Page 3 - Psychoceramics and the Test of Fire
P. 3

Prologue

          These  events  occurred  in  the  recent  past;  their  dates  may  be
        ascertained by reference  to news archives,  should you  be a serious
        scholar  of  anomalies  or  simply  a  skeptical  stickler.  The  only
        significant dates to me now are the day I met Al Magnus and the day
        he died. Here is why.
          I  didn’t  have  many  moves  left  on  the  board  of  my  checkered
        career  when  I  responded  to  a  curious  employment  notice  in  The
        Times: “Man wanted, no attachments, for challenging and rewarding
        assignment  with  interesting  people.  Minimal  supervision,  flexible
        hours.  College  degree  preferred,  any  area.  Apply  to  Box  14,  this
        newspaper.”
          It was but one of many leads I was pursuing in those lean years.
        My  last  job  as  a  telephone  “customer  service  representative”  for  a
        home  appliance  manufacturer  had  been  outsourced  to  a  country
        whose inhabitants could learn an American accent faster than ours
        could master the rudiments of English. The unemployment insurance
        money  was  running  out,  so  I  was  blitzing  the  already-shattered
        economy  with  finely  polished  presentations  of  myself  as  the  ideal
        candidate for just about anything.

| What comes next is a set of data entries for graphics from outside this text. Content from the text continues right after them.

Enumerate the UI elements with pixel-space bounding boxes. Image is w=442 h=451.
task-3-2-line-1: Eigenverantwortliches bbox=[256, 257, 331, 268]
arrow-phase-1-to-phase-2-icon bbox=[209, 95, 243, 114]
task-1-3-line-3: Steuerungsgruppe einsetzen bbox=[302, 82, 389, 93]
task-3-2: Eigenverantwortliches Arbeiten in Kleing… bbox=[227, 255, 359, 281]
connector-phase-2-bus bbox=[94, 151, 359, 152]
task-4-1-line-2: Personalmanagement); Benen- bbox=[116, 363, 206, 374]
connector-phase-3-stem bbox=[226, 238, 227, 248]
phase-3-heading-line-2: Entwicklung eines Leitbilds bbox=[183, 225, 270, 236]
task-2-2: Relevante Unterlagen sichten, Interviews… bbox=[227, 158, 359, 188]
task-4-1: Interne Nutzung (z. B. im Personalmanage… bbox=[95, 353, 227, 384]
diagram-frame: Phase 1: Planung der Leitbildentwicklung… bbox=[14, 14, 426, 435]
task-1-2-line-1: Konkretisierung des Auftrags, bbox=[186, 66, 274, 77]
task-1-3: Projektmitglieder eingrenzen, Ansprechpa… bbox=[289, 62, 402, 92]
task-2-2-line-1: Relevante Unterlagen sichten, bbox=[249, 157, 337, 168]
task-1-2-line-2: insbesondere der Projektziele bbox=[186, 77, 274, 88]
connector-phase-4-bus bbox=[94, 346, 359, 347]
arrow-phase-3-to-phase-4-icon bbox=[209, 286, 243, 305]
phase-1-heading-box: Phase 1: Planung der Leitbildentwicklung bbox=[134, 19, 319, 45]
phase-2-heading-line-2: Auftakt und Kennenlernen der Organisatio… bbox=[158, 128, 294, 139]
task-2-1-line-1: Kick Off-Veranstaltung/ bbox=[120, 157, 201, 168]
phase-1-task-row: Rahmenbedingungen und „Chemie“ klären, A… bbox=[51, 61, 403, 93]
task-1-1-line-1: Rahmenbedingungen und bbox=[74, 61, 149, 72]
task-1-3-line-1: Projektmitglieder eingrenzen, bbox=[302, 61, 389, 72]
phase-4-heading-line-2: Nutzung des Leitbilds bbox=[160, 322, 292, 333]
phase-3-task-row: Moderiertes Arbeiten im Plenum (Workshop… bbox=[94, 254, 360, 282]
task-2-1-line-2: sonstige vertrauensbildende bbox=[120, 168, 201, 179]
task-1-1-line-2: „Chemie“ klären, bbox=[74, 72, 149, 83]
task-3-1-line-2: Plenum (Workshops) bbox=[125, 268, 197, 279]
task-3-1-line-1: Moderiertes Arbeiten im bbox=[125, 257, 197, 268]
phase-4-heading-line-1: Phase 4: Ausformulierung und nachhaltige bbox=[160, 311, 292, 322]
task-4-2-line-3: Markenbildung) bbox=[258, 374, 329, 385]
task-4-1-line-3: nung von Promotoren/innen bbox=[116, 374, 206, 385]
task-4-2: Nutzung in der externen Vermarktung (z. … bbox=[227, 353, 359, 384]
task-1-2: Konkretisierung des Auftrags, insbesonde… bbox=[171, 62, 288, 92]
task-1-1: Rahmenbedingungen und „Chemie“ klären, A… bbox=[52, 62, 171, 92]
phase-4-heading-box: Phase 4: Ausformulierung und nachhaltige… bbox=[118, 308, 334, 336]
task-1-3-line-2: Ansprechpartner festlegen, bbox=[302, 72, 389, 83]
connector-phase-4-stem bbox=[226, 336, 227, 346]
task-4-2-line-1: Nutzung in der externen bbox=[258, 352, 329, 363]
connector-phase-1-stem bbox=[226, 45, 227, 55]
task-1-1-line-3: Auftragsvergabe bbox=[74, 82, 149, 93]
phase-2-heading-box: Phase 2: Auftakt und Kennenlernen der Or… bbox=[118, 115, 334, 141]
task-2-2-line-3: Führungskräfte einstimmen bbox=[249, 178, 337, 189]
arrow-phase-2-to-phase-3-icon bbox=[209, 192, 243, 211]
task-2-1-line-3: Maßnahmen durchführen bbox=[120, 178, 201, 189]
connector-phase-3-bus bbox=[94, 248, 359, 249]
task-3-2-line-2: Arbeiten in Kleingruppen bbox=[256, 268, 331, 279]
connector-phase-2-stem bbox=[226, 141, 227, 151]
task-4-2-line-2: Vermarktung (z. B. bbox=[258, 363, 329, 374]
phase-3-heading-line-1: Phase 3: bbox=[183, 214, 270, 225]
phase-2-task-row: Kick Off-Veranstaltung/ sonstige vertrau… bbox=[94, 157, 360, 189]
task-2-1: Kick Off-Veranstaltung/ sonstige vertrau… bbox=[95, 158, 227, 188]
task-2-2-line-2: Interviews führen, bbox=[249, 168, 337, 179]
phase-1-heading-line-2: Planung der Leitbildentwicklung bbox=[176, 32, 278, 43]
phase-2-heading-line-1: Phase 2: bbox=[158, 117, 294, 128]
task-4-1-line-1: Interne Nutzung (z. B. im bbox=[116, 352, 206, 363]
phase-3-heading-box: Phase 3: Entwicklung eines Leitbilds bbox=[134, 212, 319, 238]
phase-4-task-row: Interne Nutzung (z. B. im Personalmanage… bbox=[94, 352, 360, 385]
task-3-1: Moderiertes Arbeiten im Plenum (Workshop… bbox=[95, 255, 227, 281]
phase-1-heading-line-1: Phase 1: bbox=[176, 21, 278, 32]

          Most of those applications led nowhere. Anyone in my position
        cast his bread upon the waters profusely, hoping to see at least one or
        two crumbs floating back  on the tide,  but most of mine  had sunk
        without a trace. I was therefore relieved to receive a reply after a few
        weeks  to  that  odd  advertisement,  requesting  my  presence  at  an
        appointed hour in the lobby of the Gribnis Pylon Hotel. That only
        deepened  the  mystery:  such  vaguely-worded  ads  usually  led  to  a
        boiler room and a bank of computer-driven “sales associates” touting
        credit cards or desert acreage, not a five-star hotel in the heart of the
        financial district.
          I  arrived  punctually  in  my  best  (and  only)  suit,  ready  with  the
        manners  and  mannerisms  of  the  true  professional—whatever  the
        profession.  I  had  no  idea  whom  I  was  to  meet  or  how  we  would
        recognize each other. But a man sitting on a sofa facing the door rose
        to greet me. He was about sixty, well dressed, expertly coiffed and
        utterly inconspicuous in that bastion of wealth.